Anonymous wrote:Anonymous wrote:Anonymous wrote:Anonymous wrote:We have been working through similar issues and you are wrong. It undermines him as a parent.
I know that’s how DH feels but I’m having a hard time understanding why this undermines him as a parent.
I did not ask in front of the kid. Kid was not upset in response to a consequence. He was just super tired at the end of a long day and lost it (which is not developmentally inappropriate for a kindergartener). Nothing I did contradicted anything DH said or did with the kids. He said good night to the crying child, and I went in, spent a little more time with him so he calmed down, and he went to sleep.
DH basically told me, I want you to let our kid cry by himself in bed, which seems unfair.
It undermines him as a parent because you're clearly showing him that you are going to override his parenting decisions whenever you feel like it. He feels undermined in his relationship with you. It doesn't matter if the kid heard or knows. It's undermining between him and you.
You didn't even discuss it with him, you just ignored what he said and overrode him.
+1. It's not about undermining him to the kid, it's about undermining him as a parent in relation to you. You're showing that you're not willing to let him make the decisions.
Anonymous wrote:Why did you bother asking? Ignore his response and then not understand his frustration? Sounds controlling to me.
Anonymous wrote:Guarantee this marriage ends in divorce.
Anonymous wrote:Anonymous wrote:You should go help a child who needs co-regulation - period. No need to ask for permission to do so. It's the right thing to do, so you do it.
What does co-regulation mean! And why does the need for it imply that it's ok to undermine the other parent?
I'm one of the posters who sided with the dad but I can imagine situations where mom would have to show her disagreement.
If dad was screaming at or hitting the kid, many people here on team dad probably would switch to team mom.
Anonymous wrote:You should go help a child who needs co-regulation - period. No need to ask for permission to do so. It's the right thing to do, so you do it.
Anonymous wrote:I don’t think this was really about the child. This was about giving the middle finger to your DH and making sure he knows you control what happens.
He had comforted the child and was still present in the room.
The fact you texted and pretended to ask just as a way to say you aren’t doing things right and you didn’t care about his answer and then went in to make your point is just all about control.
Anonymous wrote:Anonymous wrote:Because he decided that not giving the kid attention was the strategy he wanted to use.

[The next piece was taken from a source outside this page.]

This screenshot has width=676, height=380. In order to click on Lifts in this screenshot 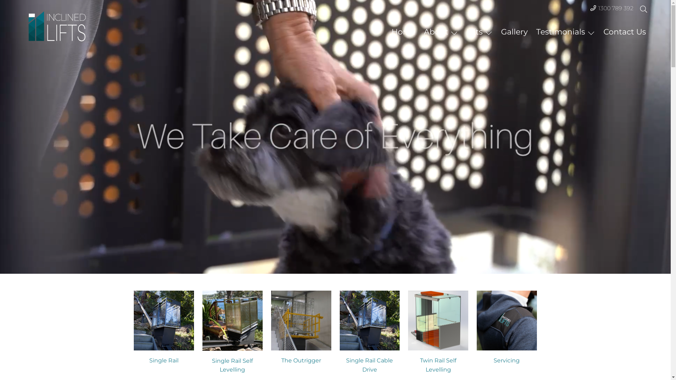, I will do `click(479, 32)`.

It is a legitimate approach. It is not unfair to the kid. Your child needs to learn to calm down and sometimes withdrawing attention, rather than rewarding the behavior with attention, is the way to accomplish that. That was his strategy and you ruined it. That is undermining. You're not allowing him to make and implement parenting choices.
It was really rude of you to ask your DH and then ignore his response. What you did expressed disdain for him. I do not understand why you asked the question if you were going to go in anyway.

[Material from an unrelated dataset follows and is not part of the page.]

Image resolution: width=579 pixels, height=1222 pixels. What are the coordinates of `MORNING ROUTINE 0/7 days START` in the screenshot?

You seem like a pushover parent.
I can see that perspective. I’m not sure I agree with it, but thanks for explaining it that way. It gives me something to think about.
I agree that I shouldn’t have asked and then ignored his answer. I’m not quite convinced that I shouldn’t have just gone in instead of asking.
To my credit, I didn’t go in when DS was crying that he wanted me and DH responded that I couldn’t come then, which was a parenting choice that I disagreed with in that moment. I went in when DH was fed up and walked away.
FWIW, DS usually prefers to be left alone when he’s upset, he calms down on his own and then may ask for a hug or may just go about his day. This bedtime meltdown was unusual in itself, and it was also unusual that DS was looking for comfort instead of pushing DH away. Now that I typed that, I see these are all reasons that I’m justifying interfering. Okay, I agree that I interfered.
So the next question is - how do you not interfere when you really disagree with what your partner is doing???
Anonymous wrote:I only read the OP but my take is that you shouldn’t have bothered asking if you could go in when you were just going to do it anyway, and that you seem to think that is normal for a 6 year old to have a meltdown at bedtime just because they’re overtired when it really isn’t.